I think we often approach the Bible too much like it’s a pop quiz of facts. We believe we’re supposed to know instinctively who begat whom, which Gospel harbors the story of Zacchaeus, and what order the minor prophets are in, or that a thing called “minor prophets” exists.

Yet this ends up with a “forest for the trees” form of discipleship—a knowledge of Scripture that might be thorough in its ability to quote chapter and verse, but shallow indeed in its ability to sustain faith and life in a windy world.

Scot McKnight believes that, “God did not give us the Bible so we could master him or it but so we could be mastered by it,” and I wonder if that is not closer to what God intended with his word to us. Perhaps the idea of Scripture is not so much to know it in minute detail as to know God by and through it, and, therefore, to know ourselves and our world.

Some research into our discipleship shows a depressing link between our attitudes toward knowing the Bible and our actual ability to grasp it.

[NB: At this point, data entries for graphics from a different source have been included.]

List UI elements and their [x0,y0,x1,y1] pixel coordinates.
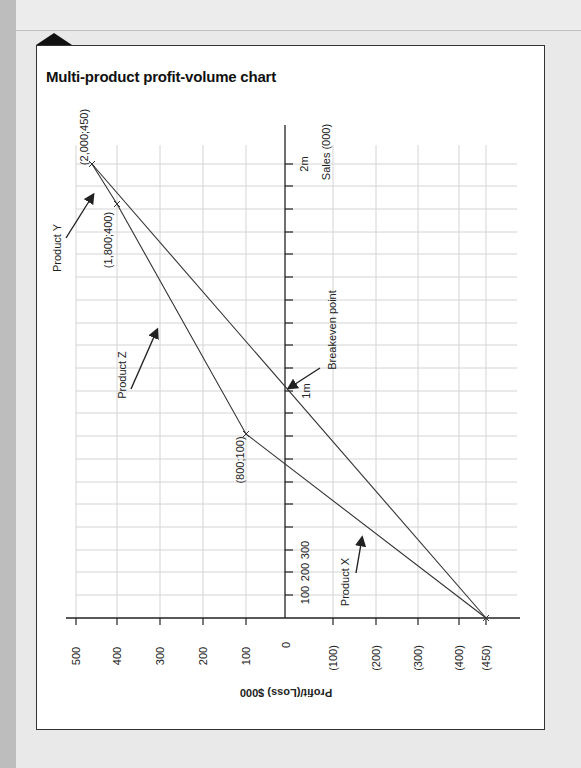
profit-axis-ticks [76,618,486,625]
label-product-x: Product X [339,557,351,606]
profit-tick-neg300: (300) [412,645,424,671]
product-z-arrow-icon [131,330,157,389]
label-point-2000: (2,000;450) [78,109,90,165]
sales-tick-300: 300 [299,541,311,559]
label-point-1800: (1,800;400) [102,212,114,268]
label-point-800: (800;100) [234,436,246,483]
sales-axis-ticks [285,164,293,595]
profit-tick-500: 500 [70,647,82,665]
profit-tick-neg100: (100) [327,645,339,671]
sales-tick-200: 200 [299,563,311,581]
pv-chart: 500 400 300 200 100 0 (100) (200) (300) … [0,0,581,768]
label-breakeven: Breakeven point [326,290,338,370]
profit-tick-0: 0 [280,642,292,648]
sales-tick-100: 100 [299,586,311,604]
label-product-y: Product Y [51,223,63,272]
sales-tick-2m: 2m [298,156,310,171]
profit-tick-neg450: (450) [480,645,492,671]
product-x-arrow-icon [356,538,362,573]
label-product-z: Product Z [116,351,128,399]
sales-tick-1m: 1m [300,383,312,398]
profit-axis-title: Profit/(Loss) $000 [240,687,332,699]
profit-tick-200: 200 [197,647,209,665]
grid-horizontal [76,164,517,595]
profit-tick-neg400: (400) [453,645,465,671]
profit-tick-400: 400 [111,647,123,665]
profit-tick-neg200: (200) [370,645,382,671]
sales-axis-title: Sales (000) [320,124,332,180]
profit-tick-labels: 500 400 300 200 100 0 (100) (200) (300) … [70,642,492,671]
profit-tick-100: 100 [240,647,252,665]
profit-tick-300: 300 [154,647,166,665]
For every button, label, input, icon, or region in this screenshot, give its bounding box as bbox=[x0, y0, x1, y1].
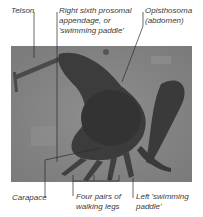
label-opisthosoma: Opisthosoma (abdomen) bbox=[145, 6, 192, 26]
fossil-photo bbox=[11, 46, 192, 182]
fossil-illustration bbox=[11, 46, 192, 182]
label-carapace: Carapace bbox=[12, 193, 47, 203]
label-telson: Telson bbox=[11, 6, 34, 16]
label-right-swimming-paddle: Right sixth prosomal appendage, or 'swim… bbox=[59, 6, 131, 36]
label-left-swimming-paddle: Left 'swimming paddle' bbox=[136, 192, 189, 212]
label-walking-legs: Four pairs of walking legs bbox=[76, 192, 121, 212]
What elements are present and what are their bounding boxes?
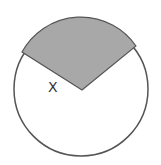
diagram-canvas: X [0,0,161,165]
angle-label-x: X [48,79,58,95]
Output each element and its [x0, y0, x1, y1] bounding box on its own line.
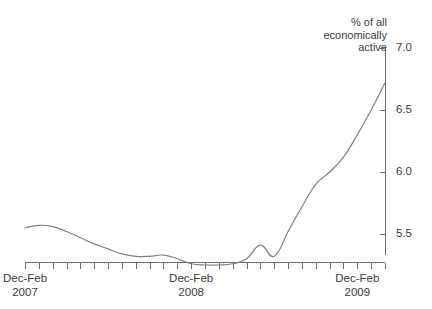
y-axis-ticks: [380, 49, 386, 235]
y-axis-tick-label: 5.5: [396, 227, 412, 239]
x-axis-tick-label: Dec-Feb 2009: [317, 271, 397, 299]
y-axis-tick-label: 6.0: [396, 165, 412, 177]
y-axis-group: [380, 48, 386, 255]
y-axis-tick-label: 7.0: [396, 41, 412, 53]
x-axis-tick-label: Dec-Feb 2007: [0, 271, 65, 299]
x-axis-tick-label: Dec-Feb 2008: [151, 271, 231, 299]
y-axis-tick-label: 6.5: [396, 103, 412, 115]
chart-container: % of all economically active 5.56.06.57.…: [0, 0, 432, 309]
y-axis-title: % of all economically active: [277, 16, 387, 54]
data-series-line: [25, 83, 385, 265]
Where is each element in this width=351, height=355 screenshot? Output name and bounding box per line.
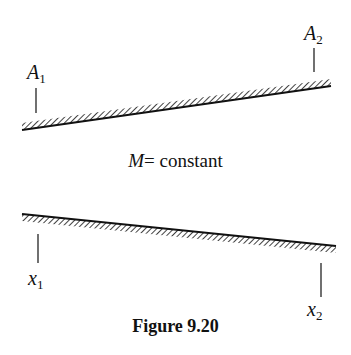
label-a1: A1 — [27, 62, 46, 85]
top-surface — [22, 79, 331, 130]
label-a2: A2 — [304, 23, 323, 46]
constant-annotation: M= constant — [0, 150, 351, 172]
diagram-canvas — [0, 0, 351, 355]
label-x1: x1 — [28, 268, 43, 291]
figure-caption: Figure 9.20 — [0, 316, 351, 337]
bottom-surface — [22, 214, 336, 253]
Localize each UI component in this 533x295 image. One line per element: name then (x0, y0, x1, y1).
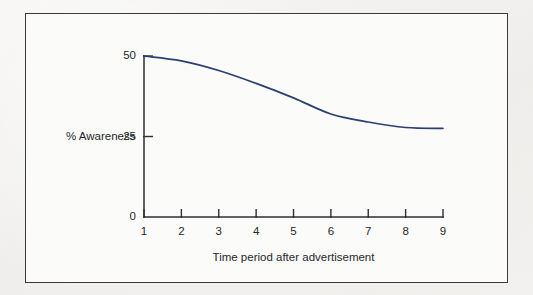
x-tick-label: 4 (253, 226, 259, 238)
plot-area (26, 14, 507, 282)
x-tick-label: 5 (290, 226, 296, 238)
x-tick-label: 9 (440, 226, 446, 238)
x-tick-label: 6 (328, 226, 334, 238)
x-tick-label: 7 (365, 226, 371, 238)
y-tick-label-50: 50 (110, 50, 136, 62)
chart-figure: 0 25 50 % Awareness 123456789 Time perio… (0, 0, 533, 295)
x-tick-label: 8 (402, 226, 408, 238)
data-series-line (144, 56, 443, 128)
x-axis-title: Time period after advertisement (213, 252, 375, 264)
x-tick-label: 3 (216, 226, 222, 238)
y-axis-title: % Awareness (66, 131, 135, 143)
x-tick-label: 1 (141, 226, 147, 238)
y-tick-label-0: 0 (110, 211, 136, 223)
chart-frame: 0 25 50 % Awareness 123456789 Time perio… (25, 13, 508, 283)
x-tick-label: 2 (178, 226, 184, 238)
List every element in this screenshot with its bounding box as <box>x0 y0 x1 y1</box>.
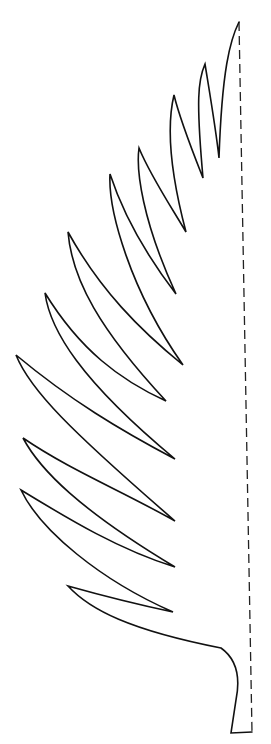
fern-frond-drawing <box>0 0 271 744</box>
drawing-canvas <box>0 0 271 744</box>
fold-line <box>239 22 252 732</box>
frond-outline <box>16 22 252 733</box>
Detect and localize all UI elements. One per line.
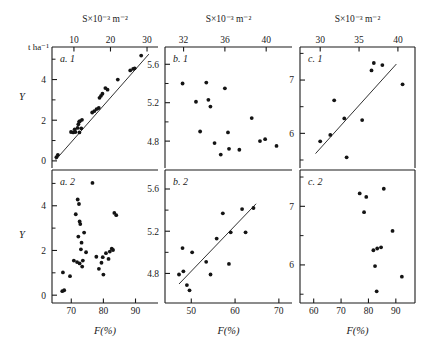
panel-label: a. 2 [60,176,75,187]
x-tick-label: 40 [261,35,271,45]
y-tick-label: 7 [289,202,294,212]
data-point [61,270,65,274]
panel-c2: 6070809067c. 2 [289,170,415,316]
y-tick-label: 5.2 [147,227,159,237]
trend-line [179,204,256,284]
data-point [101,92,105,96]
scatter-plot-figure: 102030024a. 13236404.85.25.6b. 130354067… [0,0,445,354]
data-point [181,246,185,250]
x-tick-label: 90 [391,306,401,316]
data-point [328,133,332,137]
panel-b2: 5060704.85.25.6b. 2 [147,170,292,316]
y-tick-label: 5.6 [147,184,159,194]
data-point [332,98,336,102]
data-point [80,118,84,122]
x-tick-label: 32 [179,35,189,45]
panel-label: c. 1 [308,53,322,64]
x-tick-label: 30 [315,35,325,45]
y-tick-label: 0 [41,291,46,301]
data-point [380,63,384,67]
data-point [198,130,202,134]
data-point [209,273,213,277]
y-tick-label: 4.8 [147,137,159,147]
data-point [74,212,78,216]
panel-label: b. 2 [173,176,188,187]
data-point [185,283,189,287]
data-point [76,198,80,202]
x-tick-label: 60 [309,306,319,316]
data-point [263,137,267,141]
data-point [181,82,185,86]
data-point [181,269,185,273]
y-tick-label: 4 [41,201,46,211]
panel-a1: 102030024a. 1 [41,35,158,168]
y-axis-title: Y [19,229,26,240]
data-point [68,274,72,278]
x-tick-label: 10 [69,35,79,45]
data-point [188,288,192,292]
data-point [375,247,379,251]
y-tick-label: 5.2 [147,98,159,108]
bottom-axis-label: F(%) [216,325,240,337]
x-tick-label: 35 [354,35,364,45]
data-point [177,273,181,277]
y-tick-label: 7 [289,75,294,85]
data-point [80,265,84,269]
data-point [345,155,349,159]
data-point [133,66,137,70]
data-point [213,141,217,145]
data-point [227,147,231,151]
data-point [206,98,210,102]
data-point [106,88,110,92]
data-point [223,86,227,90]
data-point [379,245,383,249]
data-point [139,54,143,58]
data-point [221,211,225,215]
x-tick-label: 40 [393,35,403,45]
data-point [79,126,83,130]
x-tick-label: 30 [142,35,152,45]
data-point [342,117,346,121]
y-unit-label: t ha⁻¹ [28,42,49,52]
data-point [94,255,98,259]
data-point [219,153,223,157]
data-point [358,192,362,196]
data-point [258,139,262,143]
y-tick-label: 6 [289,260,294,270]
y-tick-label: 4 [41,75,46,85]
data-point [190,250,194,254]
data-point [360,118,364,122]
data-point [78,262,82,266]
data-point [84,250,88,254]
x-tick-label: 70 [336,306,346,316]
data-point [227,262,231,266]
panel-label: c. 2 [308,176,322,187]
data-point [250,116,254,120]
data-point [56,153,60,157]
data-point [375,289,379,293]
data-point [204,260,208,264]
data-point [116,78,120,82]
data-point [318,139,322,143]
data-point [62,288,66,292]
figure-panel-grid: 102030024a. 13236404.85.25.6b. 130354067… [0,0,445,354]
panel-b1: 3236404.85.25.6b. 1 [147,35,292,168]
data-point [401,82,405,86]
x-tick-label: 70 [67,306,77,316]
y-tick-label: 2 [41,246,46,256]
bottom-axis-label: F(%) [345,325,369,337]
top-axis-label: S×10⁻³ m⁻² [82,14,128,24]
y-tick-label: 5.6 [147,60,159,70]
data-point [91,181,95,185]
data-point [82,231,86,235]
data-point [370,69,374,73]
data-point [252,206,256,210]
data-point [101,273,105,277]
data-point [382,187,386,191]
data-point [226,131,230,135]
data-point [373,264,377,268]
data-point [98,96,102,100]
data-point [194,100,198,104]
top-axis-label: S×10⁻³ m⁻² [206,14,252,24]
data-point [372,61,376,65]
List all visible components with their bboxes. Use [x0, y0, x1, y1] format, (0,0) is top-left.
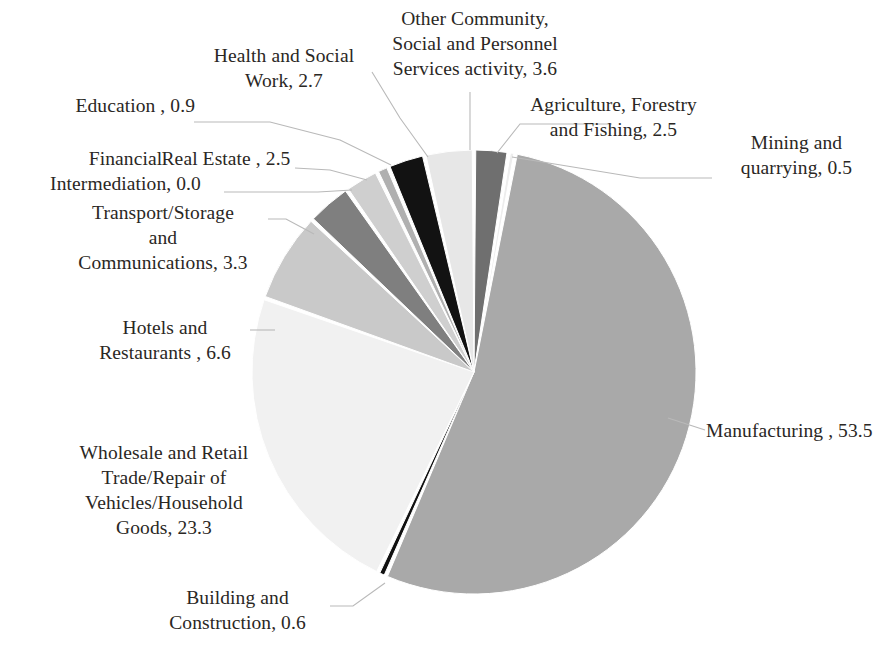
slice-label-mining-quarrying: Mining and quarrying, 0.5	[709, 130, 884, 180]
slice-label-hotels-restaurants: Hotels and Restaurants , 6.6	[75, 315, 255, 365]
leader-line-realestate	[295, 168, 367, 180]
slice-label-education: Education , 0.9	[40, 93, 195, 118]
slice-label-financial-intermediation: Financial Intermediation, 0.0	[23, 146, 228, 196]
slice-label-wholesale-retail-trade: Wholesale and Retail Trade/Repair of Veh…	[58, 440, 270, 540]
pie-slices-group	[252, 150, 696, 594]
pie-chart-figure: Other Community, Social and Personnel Se…	[0, 0, 889, 653]
leader-line-financial	[224, 190, 352, 192]
slice-label-health-social-work: Health and Social Work, 2.7	[193, 43, 375, 93]
slice-label-transport-storage-communications: Transport/Storage and Communications, 3.…	[58, 200, 268, 275]
leader-line-building	[330, 583, 385, 606]
slice-label-other-community: Other Community, Social and Personnel Se…	[368, 6, 582, 81]
slice-label-manufacturing: Manufacturing , 53.5	[706, 418, 889, 443]
slice-label-agriculture-forestry-fishing: Agriculture, Forestry and Fishing, 2.5	[512, 92, 715, 142]
slice-label-building-construction: Building and Construction, 0.6	[140, 585, 335, 635]
leader-line-health	[372, 72, 428, 157]
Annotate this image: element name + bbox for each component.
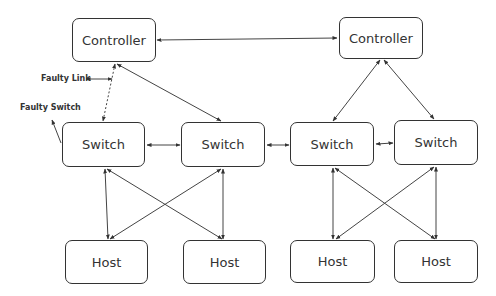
link-faulty-controller-switch <box>103 64 115 121</box>
controller-left: Controller <box>72 18 156 62</box>
switch-4-label: Switch <box>415 135 458 150</box>
host-4-label: Host <box>421 254 451 269</box>
host-3-label: Host <box>318 254 348 269</box>
switch-2: Switch <box>181 122 265 167</box>
link-controller-switch-2 <box>117 64 221 121</box>
faulty-switch-pointer <box>52 120 61 143</box>
link-s1-h1 <box>105 169 108 239</box>
host-3: Host <box>290 240 375 283</box>
host-2: Host <box>183 240 266 284</box>
switch-3-label: Switch <box>311 137 354 152</box>
link-controller-switch-4 <box>384 60 434 119</box>
host-1-label: Host <box>92 255 122 270</box>
switch-3: Switch <box>290 122 374 166</box>
switch-1: Switch <box>62 122 145 167</box>
switch-1-label: Switch <box>82 137 125 152</box>
faulty-link-annotation: Faulty Link <box>41 74 91 83</box>
controller-right: Controller <box>339 17 423 59</box>
link-controller-switch-3 <box>333 60 380 121</box>
link-switch-3-4 <box>376 143 393 144</box>
faulty-switch-annotation: Faulty Switch <box>20 103 81 112</box>
controller-left-label: Controller <box>82 33 146 48</box>
switch-2-label: Switch <box>202 137 245 152</box>
host-4: Host <box>394 240 478 283</box>
host-2-label: Host <box>210 255 240 270</box>
host-1: Host <box>65 240 148 284</box>
switch-4: Switch <box>394 120 478 165</box>
link-controller-controller <box>157 38 337 40</box>
controller-right-label: Controller <box>349 31 413 46</box>
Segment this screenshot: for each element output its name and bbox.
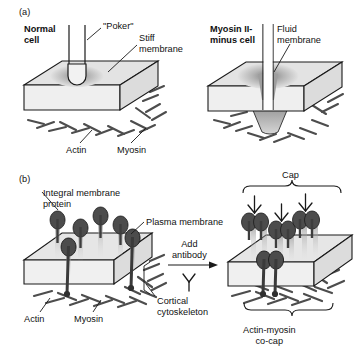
poker-tip-a-left <box>68 64 86 85</box>
panel-b-before <box>24 192 166 312</box>
slab-front-a-right <box>208 86 304 111</box>
poker-body-a-right <box>264 24 273 110</box>
figure-root: (a) Normal cell "Poker" Stiff membrane M… <box>0 0 363 352</box>
antibody-icon <box>183 274 195 291</box>
arrow-head <box>209 262 218 269</box>
membrane-bulge-a-right <box>252 108 288 134</box>
transition-group <box>168 262 218 292</box>
antibody-icon <box>299 194 312 211</box>
panel-a-normal-cell <box>24 25 166 143</box>
slab-front-a-left <box>24 85 120 110</box>
leader-integral-protein <box>42 192 58 210</box>
leader-actin-a <box>80 130 92 143</box>
brace-cocap <box>244 303 333 316</box>
panel-a-myosin-minus-cell <box>208 24 343 142</box>
antibody-icon <box>275 204 288 221</box>
brace-cap <box>243 180 341 193</box>
figure-drawing <box>0 0 363 352</box>
panel-b-after <box>228 180 352 316</box>
leader-actin-b <box>40 298 50 312</box>
leader-poker <box>87 28 101 40</box>
antibody-icon <box>248 196 261 213</box>
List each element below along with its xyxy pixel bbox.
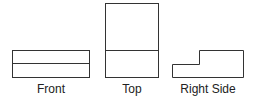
front-view [13,51,90,78]
top-label: Top [105,82,159,96]
right-side-label: Right Side [170,82,246,96]
top-view [106,4,159,78]
right-side-view [173,51,244,78]
front-label: Front [12,82,90,96]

“Because they know they’ll be told what is important each week, many Christians feel little need to explore the Bible on their own . . . Many Christians believe they are incapable of taking much from the Bible. At the same time, the same Christians tend to believe they know and understand Scripture because they have heard it presented so many times. So these people leave church after a really good speech feeling like their faith has been strengthened. But when they try to put those same ideas into play in the real world, they can’t quite figure out how to do it. They begin to think they are the problem.” Doug Pagitt, Preaching Reimagined

The more we hear the Bible, the more we think we know it. The more we realize we don’t know it, the worse we feel about that. The worse we feel, the less we read and know. The cycle continues. People who think they’re the problem don’t tend to have a lot of motivation to overcome the problem.

Maybe we’re reading the room, and the Scriptures, wrong.

A second issue with this focus on learning chapter and verse, and thinking we’ve learned the Bible because we listen to people talk about it, is the tendency for so many of us to choose our doctrines based on those verses we’ve learned or heard. We haven’t learned to read for overarching themes, to search for the big picture ideas, and so we manufacture our beliefs over a twenty-minute span on one or two verses—and subsequently defend them aggressively over coffee Twitter.

This seems backward.

If we read God’s word ultimately to know God, why do we spend so much more of our time formulating our ideas of what God wants and what we must do and so much less discerning what he’s telling us about who he is?

Learning who he is inevitably leads us to what he wants us to be and do. We cannot see his passion for justice and not do something. We can’t hear his heart for his people and not act. We  can’t taste and see that he is good without wanting to be good ourselves.

But getting that the other way around never works. Diving into God’s words to come out with a recipe for behavior or doctrine works as well as diving into the ocean and hoping to surface with a fully cooked lobster dinner.

This is my Scripture goal for 2020, and my preaching goal as well. I want to see the forest. I want to walk beneath its shade and experience the whole of it, while certainly looking at the trees themselves. I think it will enhance the enjoyment of and appreciation for their individuality to focus on their common purpose. What are the great themes that hold all of Scripture together? How do they help me to know God by and through them, and therefore to know myself and my world? I’m looking forward to diving in.